Joshua Glover was a fugitive slave from St. Louis, Missouri, who sought asylum in Racine, Wisconsin, in 1852. Upon learning his whereabouts in 1854, slave owner Bennami Garland attempted to use the Fugitive Slave Act to recover him. Glover was captured and taken to a Milwaukee jail. On March 18, 1854[1] a mob incited by Sherman Booth broke into the jail and rescued Glover, who was taken secretly back to Racine, from where he traveled by boat to Canada. He joined the prominent abolitionist movement in Toronto, and spent the remainder of his life in Etobicoke, Ontario, working at Montgomery's Inn.[citation needed]

The rescue of Glover and the federal government's subsequent attempt to prosecute Booth helped to galvanize the abolitionist movement in the state.

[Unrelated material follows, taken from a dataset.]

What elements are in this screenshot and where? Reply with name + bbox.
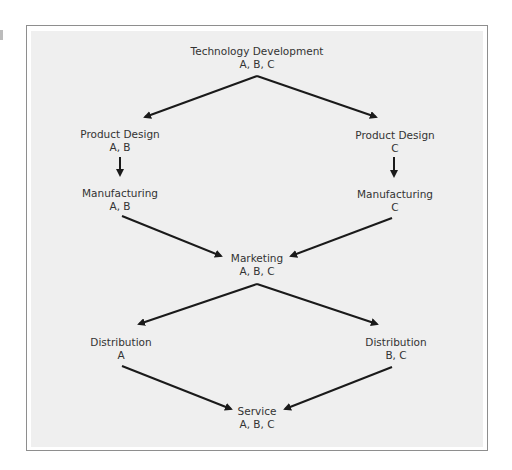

Eventually, through the state Supreme Court, Wisconsin declared that the Fugitive Slave Act was unconstitutional, the only state to do so.[2]

A Wisconsin Historical Marker at Cathedral Square Park in Milwaukee marks the site of the original court house and jail where Joshua Glover was imprisoned by federal marshals, and later rescued by a mob of 5,000 people. Efforts are underway to create a park monument which meets the National Park Service's requirements for an official National Underground Railroad Network to Freedom site.

See also[]

References[]

  1. ^ "Fugitive Slave Riot in Milwaukee and Racine!". Sauk County Standard. Baraboo, WI. March 22, 1854. p. 2. Retrieved August 1, 2020 – via Newspapers.com. open access
  2. ^ Wisconsin Historical Society. Glover, Joshua, in Dictionary of Wisconsin History.

Further reading[]

  • Baker, H. Robert. The Rescue of Joshua Glover: A Fugitive Slave, the Constitution and the Coming of the Civil War Athens, Ohio: Ohio University Press, 2006.
  • Jackson, Ruby West and Walter T. McDonald. "Finding Freedom: The Untold Story of Joshua Glover, Runaway Slave". Wisconsin Magazine of History, vol. 90, no. 3 (Spring 2007), pp. 48–52.